March 25, 2022
Spring break was this week, so we took a quick weekend trip to a waterpark hotel. The kids had fun and the adults got worn out!
Since returning to the farm I have been dealing with one thing: replacing seed. All winter, seed has been slow to come in. Our operation has always imposed a delivery deadline of March 15, but we are well past that now, and the shed is pretty much bare.
The original reason for the deadline was simple – we didn’t want to be dealing with unloading seed when it was nice out and time to do fieldwork. Since that time a second and more important reason has developed: March 15th still allows enough time to send off a seed sample and verify quality before planters hit the fields in mid to late April.
Shortly before we left, I learned that one variety we had selected would not meet germination specifications. Then, after we returned home, another variety was knocked off the list. These two varieties accounted for 20% of our soybean acres for this year.
The frustration has been compounded as we are changing traits this year and there is limited yield data available. Most of the varieties are new for 2022, and all are new to us. We are relying heavily on dealer input. I hope they realize that next year’s order will be directly related to the quality of their advice.
Finding the good seed
Is there good soybean seed out there? Absolutely! Some companies have shared with me warm germination reports of untreated seed with results in the high 90s. No doubt after that seed is treated the germination will be even better. That seed will be branded with a 90% germ score on the seed tag (90% is as high as companies print on soybeans tags). But I’m also hearing there is going to be a lot of seed that gets an 85% germ score; there may even be some at 80%!
With the cost to plant an acre of soybeans as high as it is, I’m not going to plant 5-10% of seeds that aren’t even viable from the start. We could dive into spacing and emergence, but that is a whole different topic.
Dad talked to the seed lab we send samples to. He was told the lab has been overrun with samples sent by farmers. The lab is running way behind. Farmers know there are more issues this year than normal and want to check seed quality. One of my seed suppliers told me the same thing – their samples are slow coming back because of the amount of farmer samples supplied to the lab they use (different lab). The company doesn’t want to ship seed until the final results are in, so delivery has been delayed.
The opinions of the author are not necessarily those of Farm Futures or Farm Progress.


**PROBLEM DETAILS:** Write out only the lines from the line that holds "Enumerate the UI" to the end of the listing below, inclusive, with the pictures omitted.

======== GIVEN ENTRIES ========

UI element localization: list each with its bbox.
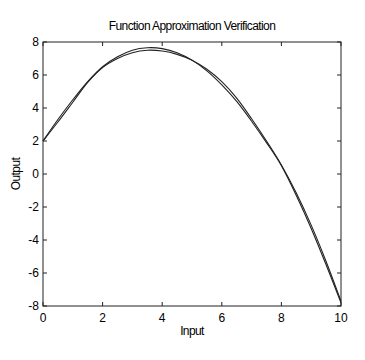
y-tick-label: 6: [32, 68, 39, 82]
y-tick-label: -4: [28, 233, 39, 247]
chart-title: Function Approximation Verification: [109, 19, 275, 33]
y-tick-label: -2: [28, 200, 39, 214]
x-axis-label: Input: [180, 324, 205, 338]
y-tick-label: -6: [28, 266, 39, 280]
line-chart: 0246810 -8-6-4-202468 Function Approxima…: [0, 0, 365, 360]
y-tick-label: 8: [32, 35, 39, 49]
y-axis-label: Output: [9, 157, 23, 191]
x-tick-label: 0: [40, 311, 47, 325]
x-tick-label: 4: [159, 311, 166, 325]
x-tick-label: 10: [334, 311, 348, 325]
y-tick-label: 4: [32, 101, 39, 115]
x-tick-label: 8: [278, 311, 285, 325]
y-tick-label: 2: [32, 134, 39, 148]
y-tick-label: 0: [32, 167, 39, 181]
y-tick-label: -8: [28, 299, 39, 313]
x-tick-label: 6: [218, 311, 225, 325]
x-tick-label: 2: [99, 311, 106, 325]
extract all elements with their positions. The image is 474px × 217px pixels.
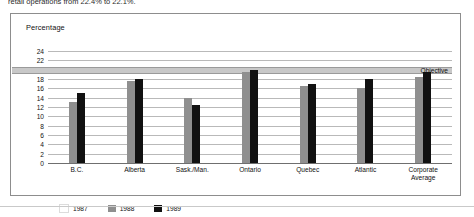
bar-1989 — [192, 105, 200, 163]
y-axis-tick-label: 18 — [37, 76, 44, 83]
bottom-divider — [0, 206, 474, 207]
y-axis-title: Percentage — [26, 23, 65, 32]
gridline — [48, 163, 452, 164]
bar-group — [394, 51, 452, 163]
bar-1988 — [242, 72, 250, 163]
y-axis-tick-label: 8 — [40, 122, 44, 129]
x-axis-label: Atlantic — [337, 166, 395, 182]
y-axis-tick-label: 10 — [37, 113, 44, 120]
x-axis-label: Ontario — [221, 166, 279, 182]
bar-1988 — [415, 77, 423, 163]
bar-group — [106, 51, 164, 163]
y-axis-tick-label: 12 — [37, 104, 44, 111]
y-axis-tick-label: 6 — [40, 132, 44, 139]
bar-1988 — [184, 98, 192, 163]
y-axis-tick-label: 0 — [40, 160, 44, 167]
bar-1989 — [135, 79, 143, 163]
bar-1988 — [300, 86, 308, 163]
x-axis-label: B.C. — [48, 166, 106, 182]
bar-group — [221, 51, 279, 163]
bar-group — [48, 51, 106, 163]
y-axis-tick-label: 16 — [37, 85, 44, 92]
chart-frame: Percentage 024681012141618202224 Objecti… — [10, 13, 461, 196]
bar-1989 — [77, 93, 85, 163]
bar-groups — [48, 51, 452, 163]
bar-group — [163, 51, 221, 163]
bar-1988 — [357, 88, 365, 163]
x-axis-label: Corporate Average — [394, 166, 452, 182]
bar-1989 — [423, 72, 431, 163]
bar-1988 — [127, 81, 135, 163]
bar-1988 — [69, 102, 77, 163]
x-axis-labels: B.C.AlbertaSask./Man.OntarioQuebecAtlant… — [48, 166, 452, 182]
y-axis-tick-label: 24 — [37, 48, 44, 55]
bar-1989 — [250, 70, 258, 163]
bar-group — [279, 51, 337, 163]
x-axis-label: Quebec — [279, 166, 337, 182]
y-axis-tick-label: 4 — [40, 141, 44, 148]
y-axis-tick-label: 14 — [37, 94, 44, 101]
x-axis-label: Alberta — [106, 166, 164, 182]
caption-text: retail operations from 22.4% to 22.1%. — [8, 0, 248, 8]
bar-group — [337, 51, 395, 163]
bar-1989 — [365, 79, 373, 163]
y-axis-tick-label: 2 — [40, 150, 44, 157]
x-axis-label: Sask./Man. — [163, 166, 221, 182]
plot-area: 024681012141618202224 Objective — [48, 51, 452, 163]
y-axis-tick-label: 22 — [37, 57, 44, 64]
bar-1989 — [308, 84, 316, 163]
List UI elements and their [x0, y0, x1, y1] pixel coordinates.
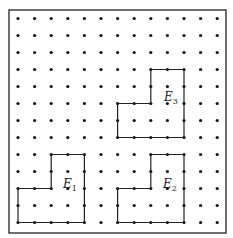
grid-dot — [199, 51, 202, 54]
grid-dot — [149, 204, 152, 207]
grid-dot — [99, 34, 102, 37]
grid-dot — [16, 34, 19, 37]
grid-dot — [83, 51, 86, 54]
grid-dot — [99, 102, 102, 105]
label-e3: E3 — [163, 90, 178, 106]
grid-dot — [99, 204, 102, 207]
grid-dot — [133, 119, 136, 122]
grid-dot — [50, 17, 53, 20]
grid-dot — [50, 85, 53, 88]
grid-dot — [116, 17, 119, 20]
grid-dot — [99, 187, 102, 190]
grid-dot — [16, 136, 19, 139]
grid-dot — [216, 170, 219, 173]
grid-dot — [83, 102, 86, 105]
shapes — [18, 70, 184, 223]
grid-dot — [99, 136, 102, 139]
grid-dot — [99, 153, 102, 156]
grid-dot — [116, 34, 119, 37]
grid-dot — [116, 153, 119, 156]
dot-grid-figure: E1E2E3 — [0, 0, 233, 238]
grid-dot — [16, 170, 19, 173]
grid-dot — [149, 51, 152, 54]
grid-dot — [16, 17, 19, 20]
grid-dot — [216, 17, 219, 20]
grid-dot — [66, 102, 69, 105]
grid-dot — [99, 170, 102, 173]
grid-dot — [50, 119, 53, 122]
grid-dot — [16, 102, 19, 105]
grid-dot — [66, 17, 69, 20]
grid-dot — [216, 153, 219, 156]
grid-dot — [216, 119, 219, 122]
grid-dot — [66, 34, 69, 37]
grid-dot — [83, 136, 86, 139]
grid-dot — [182, 17, 185, 20]
grid-dot — [166, 204, 169, 207]
grid-dot — [99, 68, 102, 71]
grid-dot — [50, 204, 53, 207]
grid-dot — [66, 68, 69, 71]
grid-dot — [216, 85, 219, 88]
grid-dot — [199, 221, 202, 224]
grid-dot — [66, 204, 69, 207]
grid-dot — [133, 85, 136, 88]
grid-dot — [199, 85, 202, 88]
grid-dot — [33, 119, 36, 122]
grid-dot — [33, 17, 36, 20]
grid-dot — [83, 68, 86, 71]
grid-dot — [133, 34, 136, 37]
grid-dot — [33, 51, 36, 54]
grid-dot — [33, 153, 36, 156]
grid-dot — [50, 34, 53, 37]
grid-dot — [83, 85, 86, 88]
grid-dot — [50, 51, 53, 54]
grid-dot — [116, 51, 119, 54]
label-e2: E2 — [162, 177, 177, 193]
grid-dot — [216, 204, 219, 207]
grid-dot — [116, 68, 119, 71]
grid-dot — [199, 136, 202, 139]
grid-dot — [33, 136, 36, 139]
grid-dot — [50, 102, 53, 105]
grid-dot — [133, 17, 136, 20]
grid-dot — [216, 136, 219, 139]
grid-dot — [133, 204, 136, 207]
grid-dot — [16, 68, 19, 71]
grid-dot — [99, 119, 102, 122]
grid-dot — [216, 34, 219, 37]
grid-dot — [199, 34, 202, 37]
grid-dot — [33, 68, 36, 71]
grid-dot — [83, 34, 86, 37]
grid-dot — [216, 51, 219, 54]
grid-dot — [166, 170, 169, 173]
grid-dot — [66, 51, 69, 54]
grid-dot — [199, 119, 202, 122]
grid-dot — [166, 85, 169, 88]
grid-dot — [199, 102, 202, 105]
grid-dot — [199, 17, 202, 20]
grid-dot — [16, 85, 19, 88]
grid-dot — [66, 136, 69, 139]
grid-dot — [33, 170, 36, 173]
grid-dot — [99, 85, 102, 88]
grid-dot — [83, 17, 86, 20]
grid-dot — [182, 51, 185, 54]
grid-dot — [83, 119, 86, 122]
grid-dot — [166, 34, 169, 37]
grid-dot — [99, 17, 102, 20]
grid-dot — [133, 170, 136, 173]
grid-dot — [133, 153, 136, 156]
grid-dot — [33, 204, 36, 207]
grid-dot — [66, 170, 69, 173]
grid-dot — [133, 68, 136, 71]
grid-dot — [116, 170, 119, 173]
grid-dot — [199, 68, 202, 71]
grid-dot — [199, 187, 202, 190]
grid-dot — [99, 221, 102, 224]
grid-dot — [66, 119, 69, 122]
grid-dot — [33, 34, 36, 37]
grid-dot — [33, 85, 36, 88]
grid-dot — [66, 85, 69, 88]
grid-dot — [16, 51, 19, 54]
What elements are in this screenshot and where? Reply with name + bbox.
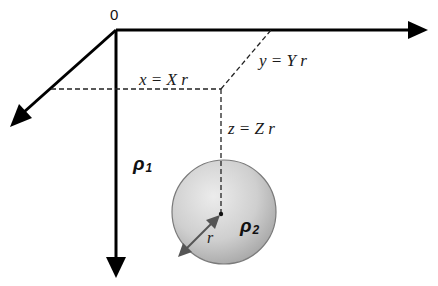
z-axis-arrow (106, 30, 126, 278)
radius-label: r (207, 230, 213, 246)
x-coordinate-label: x = X r (139, 71, 188, 88)
y-coordinate-label: y = Y r (259, 52, 307, 69)
x-axis-arrow (10, 30, 116, 127)
rho1-subscript: 1 (146, 161, 153, 175)
y-axis-arrow (116, 21, 428, 39)
rho2-label: ρ2 (240, 216, 259, 236)
rho2-symbol: ρ (240, 215, 252, 236)
rho2-subscript: 2 (253, 223, 260, 237)
rho1-symbol: ρ (133, 153, 145, 174)
z-coordinate-label: z = Z r (228, 120, 275, 137)
diagram-canvas: 0 x = X r y = Y r z = Z r ρ1 ρ2 r (0, 0, 438, 286)
rho1-label: ρ1 (133, 154, 152, 174)
diagram-svg (0, 0, 438, 286)
origin-label: 0 (110, 7, 118, 22)
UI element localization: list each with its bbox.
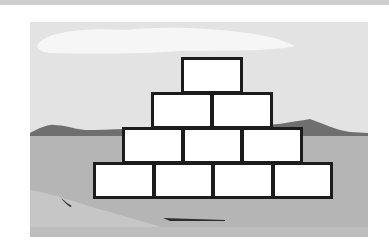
box-label bbox=[244, 130, 300, 161]
box-label bbox=[275, 165, 330, 196]
pyramid-box-row4-1 bbox=[93, 162, 155, 199]
box-label bbox=[185, 130, 240, 161]
box-label bbox=[125, 130, 181, 161]
pyramid-box-row4-3 bbox=[212, 162, 274, 199]
pyramid-box-row3-3 bbox=[241, 127, 303, 164]
box-label bbox=[156, 165, 211, 196]
pyramid-diagram bbox=[0, 0, 389, 245]
pyramid-box-row1-1 bbox=[181, 57, 243, 94]
pyramid-box-row3-2 bbox=[182, 127, 243, 164]
box-label bbox=[214, 95, 270, 126]
pyramid-box-row3-1 bbox=[122, 127, 184, 164]
box-label bbox=[96, 165, 152, 196]
pyramid-box-row2-1 bbox=[151, 92, 213, 129]
box-label bbox=[154, 95, 210, 126]
pyramid-box-row4-2 bbox=[153, 162, 214, 199]
box-label bbox=[215, 165, 271, 196]
pyramid-box-row2-2 bbox=[211, 92, 273, 129]
pyramid-box-row4-4 bbox=[272, 162, 333, 199]
box-label bbox=[184, 60, 240, 91]
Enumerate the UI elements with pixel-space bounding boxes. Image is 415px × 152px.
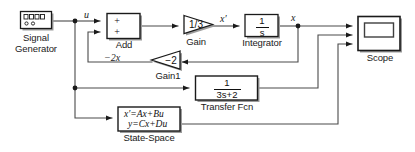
transfer-fcn-numerator: 1 (206, 78, 248, 88)
junction-dot-c (296, 24, 301, 29)
scope-screen-icon (365, 23, 394, 37)
gain1-label: Gain1 (146, 70, 190, 81)
scope-block[interactable] (358, 17, 402, 53)
signal-generator-label-line2: Generator (6, 43, 66, 54)
diagram-wires-and-shapes (0, 0, 415, 152)
signal-label-x-prime: x′ (220, 13, 227, 24)
gain1-value: −2 (162, 55, 180, 66)
add-port2-sign: + (112, 26, 122, 37)
signal-generator-label-line1: Signal (6, 32, 66, 43)
gain-value: 1/3 (186, 19, 206, 30)
transfer-fcn-label: Transfer Fcn (192, 101, 262, 112)
block-diagram-canvas: + + Signal Generator Add 1/3 Gain 1 s In… (0, 0, 415, 152)
integrator-numerator: 1 (252, 16, 272, 26)
state-space-equation-line2: y=Cx+Du (128, 119, 167, 130)
wire-junctionB-to-statespace-in (75, 88, 112, 118)
scope-label: Scope (358, 52, 402, 63)
junction-dot-a (73, 19, 78, 24)
add-port1-sign: + (112, 15, 122, 26)
transfer-fcn-transfer-function: 1 3s+2 (206, 78, 248, 100)
junction-dot-b (73, 86, 78, 91)
signal-generator-block[interactable] (21, 12, 54, 31)
signal-label-x: x (291, 12, 295, 23)
transfer-fcn-denominator: 3s+2 (206, 90, 248, 100)
signal-label-u: u (84, 9, 89, 20)
state-space-label: State-Space (114, 132, 184, 143)
signal-label-minus-two-x: −2x (104, 52, 120, 63)
gain-label: Gain (178, 36, 214, 47)
integrator-label: Integrator (236, 37, 288, 48)
integrator-transfer-function: 1 s (252, 16, 272, 38)
add-label: Add (103, 39, 145, 50)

========

**WRITTEN RESPONSE:**
Enumerate the UI elements with pixel-space bounding boxes. Image is 415px × 152px.
transfer-fcn-numerator: 1 (206, 78, 248, 88)
junction-dot-c (296, 24, 301, 29)
scope-screen-icon (365, 23, 394, 37)
gain1-label: Gain1 (146, 70, 190, 81)
scope-block[interactable] (358, 17, 402, 53)
signal-generator-label-line2: Generator (6, 43, 66, 54)
diagram-wires-and-shapes (0, 0, 415, 152)
signal-label-x-prime: x′ (220, 13, 227, 24)
gain1-value: −2 (162, 55, 180, 66)
add-port2-sign: + (112, 26, 122, 37)
signal-generator-label-line1: Signal (6, 32, 66, 43)
gain-value: 1/3 (186, 19, 206, 30)
transfer-fcn-label: Transfer Fcn (192, 101, 262, 112)
block-diagram-canvas: + + Signal Generator Add 1/3 Gain 1 s In… (0, 0, 415, 152)
integrator-numerator: 1 (252, 16, 272, 26)
state-space-equation-line2: y=Cx+Du (128, 119, 167, 130)
wire-junctionB-to-statespace-in (75, 88, 112, 118)
scope-label: Scope (358, 52, 402, 63)
junction-dot-a (73, 19, 78, 24)
add-port1-sign: + (112, 15, 122, 26)
transfer-fcn-transfer-function: 1 3s+2 (206, 78, 248, 100)
junction-dot-b (73, 86, 78, 91)
signal-generator-block[interactable] (21, 12, 54, 31)
signal-label-x: x (291, 12, 295, 23)
transfer-fcn-denominator: 3s+2 (206, 90, 248, 100)
signal-label-u: u (84, 9, 89, 20)
state-space-label: State-Space (114, 132, 184, 143)
signal-label-minus-two-x: −2x (104, 52, 120, 63)
gain-label: Gain (178, 36, 214, 47)
integrator-label: Integrator (236, 37, 288, 48)
integrator-transfer-function: 1 s (252, 16, 272, 38)
add-label: Add (103, 39, 145, 50)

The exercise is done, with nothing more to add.